The Faces of Epiphany
How does Epiphany come to the modern photographer?
The word Epiphany derives from the ancient Greek tongue, meaning “striking appearance,” or an experience of sudden and striking realization within science and religion.
As surely as photographers are lonely pursuers of their art, each must seek their own individual path and methodus, or process, to inspiration. Can it be "F8 and Be There” where we wear our cameras, searching and waiting for a blinding flash of self realization?
Photojournalists sing this song, as perfect light meets the instant of opportunity. Timing is everything as is anticipation of the unseen.
Antipodal to ‘the moment’ is when the camera’s eye is opened for a lengthy time, and layers of light merge and compound beyond our ability to physically see…but not beyond our ability to hypothesize and anticipate.
Yet point-of-view may become the cause célèbre. The passage of footsteps beneath a curiously-lit glass staircase might provide the perfect illumination, a melding of reflection and trans-illumination. The definitive moment may also be transformed by the sheer force of composition in the finding of inspiration in the weaving of subtle agrarian mandallas or the centrist usage of church domes.
For many modern photographers, it is not the photos themselves but how they may be manipulated afterwards. Enlightenment may be found in the crunching individual pixels into a cohesive whole. Through the vigorous manipulation of color, curves, and contrast, the modern photographer searches for his epiphany behind a computer screen in post-production. Here the ‘happy accident’ meets the planning and perceptions of the photographic engineer at work.
Photographers fuel from both the subtle itch in the back of the mind’s eye, as well as the lightning bolt that strikes with blinding suddenness. Some choose control and the scientific method. Many others ‘kick the tripod,’ and watch what happens next.
In essence, photographic artists are creative spiders crawling about their artistic webs, spinning inner psyche into lost moments, now found in moments of Epiphany.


→ **Work required**: State how many lines in the records below contain the word "Step". Nothing else is needed.
+++++
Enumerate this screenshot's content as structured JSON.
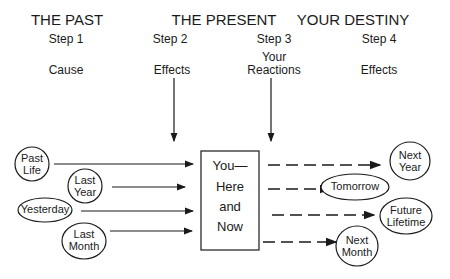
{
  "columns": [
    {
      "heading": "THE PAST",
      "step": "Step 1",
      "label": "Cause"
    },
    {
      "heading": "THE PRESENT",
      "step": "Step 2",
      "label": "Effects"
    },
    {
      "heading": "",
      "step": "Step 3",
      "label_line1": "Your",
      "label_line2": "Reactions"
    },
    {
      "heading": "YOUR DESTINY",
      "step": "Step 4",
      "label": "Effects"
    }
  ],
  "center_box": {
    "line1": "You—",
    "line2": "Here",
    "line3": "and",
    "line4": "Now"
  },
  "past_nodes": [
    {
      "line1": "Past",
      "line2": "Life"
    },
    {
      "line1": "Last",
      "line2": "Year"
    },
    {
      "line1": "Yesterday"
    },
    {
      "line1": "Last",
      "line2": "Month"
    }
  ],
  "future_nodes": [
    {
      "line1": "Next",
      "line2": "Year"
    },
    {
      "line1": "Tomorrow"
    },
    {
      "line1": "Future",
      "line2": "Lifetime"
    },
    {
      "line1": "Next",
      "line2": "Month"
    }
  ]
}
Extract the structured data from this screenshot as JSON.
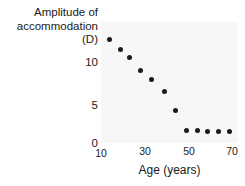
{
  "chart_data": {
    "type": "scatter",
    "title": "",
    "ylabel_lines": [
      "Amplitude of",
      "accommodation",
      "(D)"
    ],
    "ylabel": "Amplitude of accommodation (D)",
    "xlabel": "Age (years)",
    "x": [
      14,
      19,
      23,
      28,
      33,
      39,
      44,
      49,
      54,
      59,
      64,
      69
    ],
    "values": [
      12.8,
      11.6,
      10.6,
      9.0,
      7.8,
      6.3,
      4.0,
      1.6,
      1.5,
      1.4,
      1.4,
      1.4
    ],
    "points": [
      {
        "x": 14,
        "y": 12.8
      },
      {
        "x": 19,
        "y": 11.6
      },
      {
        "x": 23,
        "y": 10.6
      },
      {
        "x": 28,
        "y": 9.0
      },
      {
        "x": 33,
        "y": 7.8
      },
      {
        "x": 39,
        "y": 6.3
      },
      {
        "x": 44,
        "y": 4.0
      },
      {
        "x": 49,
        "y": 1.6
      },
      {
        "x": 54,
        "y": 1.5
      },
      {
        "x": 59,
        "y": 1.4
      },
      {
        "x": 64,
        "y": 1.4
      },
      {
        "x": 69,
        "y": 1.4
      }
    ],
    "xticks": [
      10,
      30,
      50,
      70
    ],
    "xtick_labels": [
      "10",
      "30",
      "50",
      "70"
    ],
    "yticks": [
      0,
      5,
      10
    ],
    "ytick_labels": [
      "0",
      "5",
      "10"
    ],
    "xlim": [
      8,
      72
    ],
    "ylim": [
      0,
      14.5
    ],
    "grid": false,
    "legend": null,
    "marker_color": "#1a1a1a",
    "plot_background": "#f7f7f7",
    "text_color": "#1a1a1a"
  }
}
+++++
→ **Answer to this exercise**: 4